Fujiwara, Masahiro and Sawa, Akihiro

Schedule

Summer Semester; Mon.; Time slot #2

Description

In this lecture, we describe various environmental problems that we face in the contemporary society, provide economic analyses toward social issues associated with these problems, look into the decision making process in the national and local governments in Japan, and explain policies to encounter them.
First we describe environmental problems in general and that of pollution, waste disposals and global warming. In particular, we deal with the Kyoto Protocol whose commitment period of reducing greenhouse gases has begun this year from the political and administrative perspective.
We then examine their implications to the necessity of creating a recycling society, and relationship between global warming, economic development and population explosion.
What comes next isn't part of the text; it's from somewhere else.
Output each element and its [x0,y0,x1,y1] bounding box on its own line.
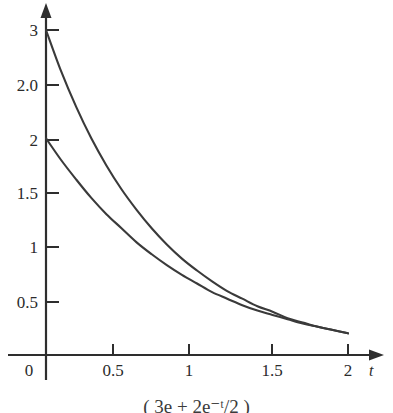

We then turn to economic analyses of these problems: problems of static resource allocations such as externality and public goods and problems of dynamic resource allocations such as depletable and renewable resources, while comparing those theories with what really happened in some historical environmental problems. We discuss various policy tools that resolve these problems, e.g., regulations, Pigovian tax and subsidy, tradable permits, deposit system, as well as their implications to informational asymmetry and international trade. In particular, emission trading system which began with the Kyoto Protocol will be discussed. A short discussion of cost-benefit analysis for environmental protection and diplomacy for post-Kyoto is also planned.